A few weeks ago, I went to Ravenswood Manor Park for a neighborhood concert. It’s a small patch of trees and greenery with an adjoining playground where three residential streets dead end.
It’s home to a handful of great old trees and is resting spot for a few benches. A trellised redwood shelter is happily situated in the center. During past summers, I’ve unknowingly tripped upon small theatrical productions taking place there.
Though not restricted to area residents, I found out about the Spektral Quartet’s chamber concert there when I was walking my dog, India. I saw a flyer in the window of the music studio next to Le Petit Ballet, where SUV driving moms drop off their munchkins for dance lessons.
I had never heard of Spektral before, but I liked what their flyer noted would be included in their program. The program was to include a few traditional chamber pieces by the likes of Mendelssohn and some contemporary chamber works.
CONTEMPORARY CHAMBER? Is that some sort of oxymoron? I didn’t think contemporary composers gave much attention to developing works for two violins, viola and cello?
But their mission involves both showcasing local (composing) talent and creating programs that bring out something special about the venue.
On this perfect mid-summer night’s eve, in a park only blocks from where I spend far too many nights on my couch tuned in to whatever options Comcast is offering, I gave in to the spell of the Spektral Quartet.
Here were top-notch musicians bowing their way through works by Schubert and Steven Reich (a peer of Phillip Glass).
Even before a member of the group shared a few remarks about their philosophy, I had already slipped into appreciation mode. It seems, in grokking on this site-specific concert, I was the perfect audience for what they wanted to impart.
When sitting down to listen to trained musicians, it’s automatic to tune up your listening senses.
The precision of their runs, their changing pace and dynamics seemed to render the natural noises of the environment (the sound of the descending gates at the nearby train crossing, pets and their people enjoying the park) especially BEAUTIFUL.
The incidental sounds of our lives can always be thought of as the background score to our personal movie.
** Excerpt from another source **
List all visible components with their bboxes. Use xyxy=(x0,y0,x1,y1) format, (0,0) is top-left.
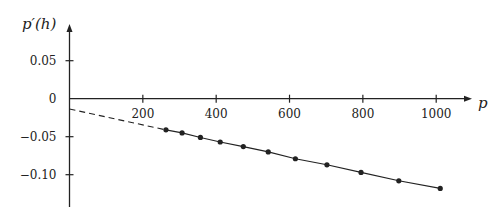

Although usually random, they seem to fit the whole of our experience in the moment and are worth remembering.
Sound itself is MUSIC.
I was becoming a little intoxicated by this thought.
After one piece, a member of the ensemble provided a little narrative on the origins of the composition and asked the composer to step forward. True to the blurb on their website, they purposely mixed the contemporary and local with the timeless and European.
A little buzz traveled around the park as people on their folding chairs and blankets looked around to see if the composer turned out to be sitting close by.
It was a special thrill I think we shared — to think that there was a composer among us; to imagine that something or someone special could go undetected or unrecognized until the right moment.
Like the incidental sounds of the summer evening contributing to the atmosphere, knowing that there was an artist in our midst, also seemed enhance my pleasure.
Enjoying what’s obviously present in the moment was wonderfully paired with not knowing who might be sitting next to you and holding the possibility that things reveal themselves at the right time.
That we can hear sounds we don’t normally pay attention to as MUSIC and embrace the possibilities of who we might find ourselves sitting or walking alongside us is no small thing.